OPINION: The moon has a message for us all

By Zahavit Shalev

Maybe it’s because I was born just before midnight on New Year’s Eve, as the year turned, that I feel most at peace in the middle of the night.

I get my best work done long after others go to sleep. I love a late-night run or a brisk walk in empty streets by moonlight.

Calm comes to me only after some of the nervous energy of the day has burned off, when there are hours ahead with no disturbances or deadlines in sight.

I love sitting at my desk or lying in my bed with just a small pool of light to illuminate whatever I’m reading or writing, leaving everything else in shadows, giving me focus.

The other day, driving home at dusk, I pointed out the full moon, low in the sky, to my son. I said, “Why do you think that all the chagim fall at the middle of the month, when the moon is full?”

It took him a while to work it out, to appreciate that in olden times, when people wanted to party, they needed to do so on a night where they would be able to find their way home afterwards.

Occasionally, visiting the loo from a deep sleep in the middle of the night, I glimpse the moonlight out of the bathroom window and experience a sense of wonderment that the me that is here now is the same me who has walked the earth, in this very body, for 43 years.

This moment is all I have. And this moment is already gone. I can neither speed up time nor slow it down. There is only now.

“Vayehi bechatzi halayla” – “It was at midnight” – says the verse in Exodus which signals the moment when our ancestors plunged forward into freedom. Like time itself they could only keep moving, poised on the hinge between past and future.

The moon tells me that time is cyclical and not merely linear. With each revolution I am renewed, remade, reinforced, refashioned. I remember and grow.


To do: Retype exactly the lines that run from the start of the data to the line holding "Image is 868x416 pixels.", including both, and only those.

Entries provided:
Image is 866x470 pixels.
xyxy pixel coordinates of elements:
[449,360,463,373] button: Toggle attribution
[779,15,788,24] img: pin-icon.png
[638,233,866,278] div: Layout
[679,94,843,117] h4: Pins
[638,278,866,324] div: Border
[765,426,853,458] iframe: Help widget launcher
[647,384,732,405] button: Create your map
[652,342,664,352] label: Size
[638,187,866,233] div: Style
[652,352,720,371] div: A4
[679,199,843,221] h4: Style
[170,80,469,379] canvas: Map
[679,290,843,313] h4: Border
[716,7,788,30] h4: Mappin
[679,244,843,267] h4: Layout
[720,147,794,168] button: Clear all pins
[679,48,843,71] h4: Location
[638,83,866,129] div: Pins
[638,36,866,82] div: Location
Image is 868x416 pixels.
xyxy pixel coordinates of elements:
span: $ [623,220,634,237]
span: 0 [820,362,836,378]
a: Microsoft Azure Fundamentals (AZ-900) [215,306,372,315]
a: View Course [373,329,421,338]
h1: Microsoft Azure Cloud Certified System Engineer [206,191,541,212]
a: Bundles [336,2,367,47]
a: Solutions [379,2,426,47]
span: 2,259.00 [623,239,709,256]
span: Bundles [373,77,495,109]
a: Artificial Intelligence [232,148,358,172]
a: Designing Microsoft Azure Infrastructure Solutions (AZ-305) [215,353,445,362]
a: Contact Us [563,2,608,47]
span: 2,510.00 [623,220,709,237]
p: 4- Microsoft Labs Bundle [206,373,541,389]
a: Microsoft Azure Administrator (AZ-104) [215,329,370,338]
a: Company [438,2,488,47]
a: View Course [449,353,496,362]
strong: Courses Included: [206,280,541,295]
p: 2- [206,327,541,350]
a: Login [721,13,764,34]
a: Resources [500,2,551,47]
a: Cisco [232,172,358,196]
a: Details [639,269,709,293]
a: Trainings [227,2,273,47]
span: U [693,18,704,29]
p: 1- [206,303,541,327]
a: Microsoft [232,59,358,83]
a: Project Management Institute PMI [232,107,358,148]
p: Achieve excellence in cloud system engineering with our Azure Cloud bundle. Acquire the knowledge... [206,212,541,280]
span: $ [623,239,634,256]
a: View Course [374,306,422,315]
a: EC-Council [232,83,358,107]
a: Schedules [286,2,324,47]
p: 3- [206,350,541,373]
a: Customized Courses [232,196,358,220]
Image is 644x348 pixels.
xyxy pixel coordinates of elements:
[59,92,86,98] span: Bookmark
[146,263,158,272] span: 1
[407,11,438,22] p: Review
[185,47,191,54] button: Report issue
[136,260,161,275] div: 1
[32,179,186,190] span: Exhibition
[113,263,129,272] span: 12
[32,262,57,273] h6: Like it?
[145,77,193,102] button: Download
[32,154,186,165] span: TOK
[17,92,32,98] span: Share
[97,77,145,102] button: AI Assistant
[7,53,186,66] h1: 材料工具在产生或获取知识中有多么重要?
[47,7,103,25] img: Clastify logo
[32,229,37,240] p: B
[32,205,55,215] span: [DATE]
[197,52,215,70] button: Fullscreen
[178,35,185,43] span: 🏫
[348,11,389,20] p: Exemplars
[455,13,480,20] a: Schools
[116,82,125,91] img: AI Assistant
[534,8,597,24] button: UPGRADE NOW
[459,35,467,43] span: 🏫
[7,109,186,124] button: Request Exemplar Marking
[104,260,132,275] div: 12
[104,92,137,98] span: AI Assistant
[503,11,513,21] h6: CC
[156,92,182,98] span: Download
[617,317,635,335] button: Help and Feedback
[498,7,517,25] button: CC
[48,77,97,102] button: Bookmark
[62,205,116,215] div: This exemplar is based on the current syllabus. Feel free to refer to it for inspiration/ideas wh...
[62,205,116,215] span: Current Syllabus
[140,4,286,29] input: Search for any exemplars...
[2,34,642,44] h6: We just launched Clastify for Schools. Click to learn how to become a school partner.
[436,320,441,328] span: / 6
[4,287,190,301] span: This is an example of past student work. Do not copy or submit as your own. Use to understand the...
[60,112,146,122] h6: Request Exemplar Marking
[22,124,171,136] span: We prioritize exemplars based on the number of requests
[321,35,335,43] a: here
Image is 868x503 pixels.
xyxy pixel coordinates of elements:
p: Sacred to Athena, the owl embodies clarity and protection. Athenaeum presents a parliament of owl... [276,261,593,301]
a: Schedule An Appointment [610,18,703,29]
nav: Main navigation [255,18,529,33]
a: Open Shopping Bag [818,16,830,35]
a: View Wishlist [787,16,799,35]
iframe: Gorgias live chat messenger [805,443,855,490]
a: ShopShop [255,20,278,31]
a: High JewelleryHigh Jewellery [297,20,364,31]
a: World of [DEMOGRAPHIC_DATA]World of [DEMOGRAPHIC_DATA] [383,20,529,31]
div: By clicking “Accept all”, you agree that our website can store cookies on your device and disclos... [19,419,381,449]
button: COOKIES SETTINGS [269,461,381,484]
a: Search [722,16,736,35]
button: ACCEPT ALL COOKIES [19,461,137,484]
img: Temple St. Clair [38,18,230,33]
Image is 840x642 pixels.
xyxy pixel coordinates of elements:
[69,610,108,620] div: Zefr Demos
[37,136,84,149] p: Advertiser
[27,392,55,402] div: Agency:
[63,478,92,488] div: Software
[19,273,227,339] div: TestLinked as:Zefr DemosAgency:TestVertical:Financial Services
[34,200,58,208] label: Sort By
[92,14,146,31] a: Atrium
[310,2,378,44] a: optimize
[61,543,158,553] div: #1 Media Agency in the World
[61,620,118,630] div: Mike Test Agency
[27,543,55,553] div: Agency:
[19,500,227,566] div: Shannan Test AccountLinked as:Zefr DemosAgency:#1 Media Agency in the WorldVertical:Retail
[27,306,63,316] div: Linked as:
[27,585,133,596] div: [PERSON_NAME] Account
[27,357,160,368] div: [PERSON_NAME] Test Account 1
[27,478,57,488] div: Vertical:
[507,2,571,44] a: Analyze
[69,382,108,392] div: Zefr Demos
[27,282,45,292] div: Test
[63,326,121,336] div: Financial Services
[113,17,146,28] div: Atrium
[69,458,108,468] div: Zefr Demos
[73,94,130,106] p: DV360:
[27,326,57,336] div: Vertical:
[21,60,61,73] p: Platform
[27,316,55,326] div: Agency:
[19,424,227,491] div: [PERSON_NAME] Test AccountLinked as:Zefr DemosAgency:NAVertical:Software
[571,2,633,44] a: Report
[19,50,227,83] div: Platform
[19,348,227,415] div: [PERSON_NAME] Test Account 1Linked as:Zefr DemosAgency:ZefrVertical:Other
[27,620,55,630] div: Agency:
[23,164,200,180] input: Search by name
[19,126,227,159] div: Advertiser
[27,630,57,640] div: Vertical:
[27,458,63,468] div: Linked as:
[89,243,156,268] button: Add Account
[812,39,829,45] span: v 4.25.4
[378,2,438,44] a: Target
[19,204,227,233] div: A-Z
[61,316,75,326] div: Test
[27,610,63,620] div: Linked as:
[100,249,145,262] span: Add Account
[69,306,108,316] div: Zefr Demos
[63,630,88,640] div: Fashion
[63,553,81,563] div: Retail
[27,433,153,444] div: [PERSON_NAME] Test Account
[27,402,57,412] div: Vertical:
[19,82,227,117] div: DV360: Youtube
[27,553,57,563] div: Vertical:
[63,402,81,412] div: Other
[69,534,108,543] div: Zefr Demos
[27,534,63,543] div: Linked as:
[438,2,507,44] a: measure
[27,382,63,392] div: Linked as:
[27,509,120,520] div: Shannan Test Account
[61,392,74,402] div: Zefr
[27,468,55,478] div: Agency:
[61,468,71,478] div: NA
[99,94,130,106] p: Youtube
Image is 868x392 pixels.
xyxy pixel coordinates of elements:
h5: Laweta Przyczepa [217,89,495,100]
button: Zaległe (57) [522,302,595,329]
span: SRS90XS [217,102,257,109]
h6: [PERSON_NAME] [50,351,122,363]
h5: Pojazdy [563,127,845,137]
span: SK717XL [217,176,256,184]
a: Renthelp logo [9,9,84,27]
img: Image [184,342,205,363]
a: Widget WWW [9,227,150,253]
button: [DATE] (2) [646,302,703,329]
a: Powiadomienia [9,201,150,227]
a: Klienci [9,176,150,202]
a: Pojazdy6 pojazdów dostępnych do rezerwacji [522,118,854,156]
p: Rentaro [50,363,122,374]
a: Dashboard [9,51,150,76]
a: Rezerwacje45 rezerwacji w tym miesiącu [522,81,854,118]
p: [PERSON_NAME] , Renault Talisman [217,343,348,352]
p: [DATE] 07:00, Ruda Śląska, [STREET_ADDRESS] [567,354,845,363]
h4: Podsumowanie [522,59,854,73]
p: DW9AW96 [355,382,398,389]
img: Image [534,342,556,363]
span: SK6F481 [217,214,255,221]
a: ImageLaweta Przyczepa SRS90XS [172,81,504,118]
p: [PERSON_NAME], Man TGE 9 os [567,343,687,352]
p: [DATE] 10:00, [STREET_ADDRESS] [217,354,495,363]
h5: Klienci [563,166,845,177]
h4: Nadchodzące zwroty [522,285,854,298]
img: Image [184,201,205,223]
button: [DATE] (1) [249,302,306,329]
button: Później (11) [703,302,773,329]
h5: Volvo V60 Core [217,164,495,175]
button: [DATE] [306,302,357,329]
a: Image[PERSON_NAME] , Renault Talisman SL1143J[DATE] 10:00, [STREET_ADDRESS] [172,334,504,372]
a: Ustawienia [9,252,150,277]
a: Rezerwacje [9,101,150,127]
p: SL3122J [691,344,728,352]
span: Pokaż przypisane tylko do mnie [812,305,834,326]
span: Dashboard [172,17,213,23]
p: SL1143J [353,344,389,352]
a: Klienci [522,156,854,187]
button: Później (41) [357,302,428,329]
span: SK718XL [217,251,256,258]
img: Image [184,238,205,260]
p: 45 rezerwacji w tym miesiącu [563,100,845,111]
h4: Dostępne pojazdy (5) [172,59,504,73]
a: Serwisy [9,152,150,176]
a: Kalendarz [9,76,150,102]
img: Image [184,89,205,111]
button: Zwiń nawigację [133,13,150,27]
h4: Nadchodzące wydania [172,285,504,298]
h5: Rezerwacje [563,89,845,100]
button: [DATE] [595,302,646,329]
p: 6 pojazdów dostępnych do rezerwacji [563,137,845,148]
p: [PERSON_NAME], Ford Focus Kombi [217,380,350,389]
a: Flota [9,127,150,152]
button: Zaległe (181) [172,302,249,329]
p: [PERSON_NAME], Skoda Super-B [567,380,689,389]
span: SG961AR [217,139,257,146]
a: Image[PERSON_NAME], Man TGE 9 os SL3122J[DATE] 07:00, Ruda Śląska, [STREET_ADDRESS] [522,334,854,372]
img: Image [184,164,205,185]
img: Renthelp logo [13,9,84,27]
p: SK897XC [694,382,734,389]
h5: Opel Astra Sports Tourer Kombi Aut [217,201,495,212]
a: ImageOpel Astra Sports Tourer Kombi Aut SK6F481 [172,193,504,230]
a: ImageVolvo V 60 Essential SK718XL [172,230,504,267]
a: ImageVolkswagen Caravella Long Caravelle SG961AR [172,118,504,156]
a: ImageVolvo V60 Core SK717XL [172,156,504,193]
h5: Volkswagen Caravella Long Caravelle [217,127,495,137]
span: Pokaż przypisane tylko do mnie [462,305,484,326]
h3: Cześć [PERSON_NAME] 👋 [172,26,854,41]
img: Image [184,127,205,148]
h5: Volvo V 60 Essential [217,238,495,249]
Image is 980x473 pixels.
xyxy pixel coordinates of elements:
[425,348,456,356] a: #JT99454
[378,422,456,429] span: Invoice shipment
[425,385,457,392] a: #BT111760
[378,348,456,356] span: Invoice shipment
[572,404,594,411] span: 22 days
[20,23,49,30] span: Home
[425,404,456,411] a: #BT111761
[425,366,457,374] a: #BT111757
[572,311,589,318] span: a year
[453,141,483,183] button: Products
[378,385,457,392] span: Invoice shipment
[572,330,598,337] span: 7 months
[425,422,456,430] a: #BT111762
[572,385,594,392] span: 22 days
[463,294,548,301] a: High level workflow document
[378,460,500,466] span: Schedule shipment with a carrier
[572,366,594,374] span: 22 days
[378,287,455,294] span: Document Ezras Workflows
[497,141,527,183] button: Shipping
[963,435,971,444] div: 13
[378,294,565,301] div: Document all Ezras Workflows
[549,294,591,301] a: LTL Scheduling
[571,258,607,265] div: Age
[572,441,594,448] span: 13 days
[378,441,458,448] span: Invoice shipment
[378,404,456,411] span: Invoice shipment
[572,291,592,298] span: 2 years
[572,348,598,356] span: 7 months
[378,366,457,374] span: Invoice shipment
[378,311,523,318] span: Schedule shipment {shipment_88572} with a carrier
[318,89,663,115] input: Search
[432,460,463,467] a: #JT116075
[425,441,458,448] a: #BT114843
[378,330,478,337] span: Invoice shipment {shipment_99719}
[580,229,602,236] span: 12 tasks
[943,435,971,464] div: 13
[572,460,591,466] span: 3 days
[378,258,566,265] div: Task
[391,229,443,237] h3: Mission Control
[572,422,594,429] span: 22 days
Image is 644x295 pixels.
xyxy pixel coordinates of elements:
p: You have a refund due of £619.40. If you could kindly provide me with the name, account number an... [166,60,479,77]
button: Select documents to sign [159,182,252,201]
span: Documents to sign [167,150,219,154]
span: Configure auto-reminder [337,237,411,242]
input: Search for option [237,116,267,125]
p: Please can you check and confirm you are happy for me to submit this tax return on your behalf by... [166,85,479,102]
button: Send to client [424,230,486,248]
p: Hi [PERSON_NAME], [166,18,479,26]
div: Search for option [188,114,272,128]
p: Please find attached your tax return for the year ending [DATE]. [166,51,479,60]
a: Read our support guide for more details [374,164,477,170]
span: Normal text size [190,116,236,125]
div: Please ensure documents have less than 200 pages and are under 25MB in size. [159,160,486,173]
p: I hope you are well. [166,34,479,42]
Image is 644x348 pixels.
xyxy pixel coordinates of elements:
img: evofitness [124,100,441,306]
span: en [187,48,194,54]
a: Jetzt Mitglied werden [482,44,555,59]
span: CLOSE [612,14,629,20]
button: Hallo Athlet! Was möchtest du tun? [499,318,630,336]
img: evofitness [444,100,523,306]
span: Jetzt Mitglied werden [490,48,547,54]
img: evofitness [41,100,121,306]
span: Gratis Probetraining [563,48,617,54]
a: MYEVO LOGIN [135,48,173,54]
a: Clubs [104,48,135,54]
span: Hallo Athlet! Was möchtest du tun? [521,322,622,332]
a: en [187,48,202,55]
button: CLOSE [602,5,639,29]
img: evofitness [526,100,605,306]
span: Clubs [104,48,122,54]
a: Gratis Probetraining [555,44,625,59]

Result:
Image is 866x470 pixels.
xyxy pixel coordinates of elements:
[449,360,463,373] button: Toggle attribution
[779,15,788,24] img: pin-icon.png
[638,233,866,278] div: Layout
[679,94,843,117] h4: Pins
[638,278,866,324] div: Border
[765,426,853,458] iframe: Help widget launcher
[647,384,732,405] button: Create your map
[652,342,664,352] label: Size
[638,187,866,233] div: Style
[652,352,720,371] div: A4
[679,199,843,221] h4: Style
[170,80,469,379] canvas: Map
[679,290,843,313] h4: Border
[716,7,788,30] h4: Mappin
[679,244,843,267] h4: Layout
[720,147,794,168] button: Clear all pins
[679,48,843,71] h4: Location
[638,83,866,129] div: Pins
[638,36,866,82] div: Location
Image is 868x416 pixels.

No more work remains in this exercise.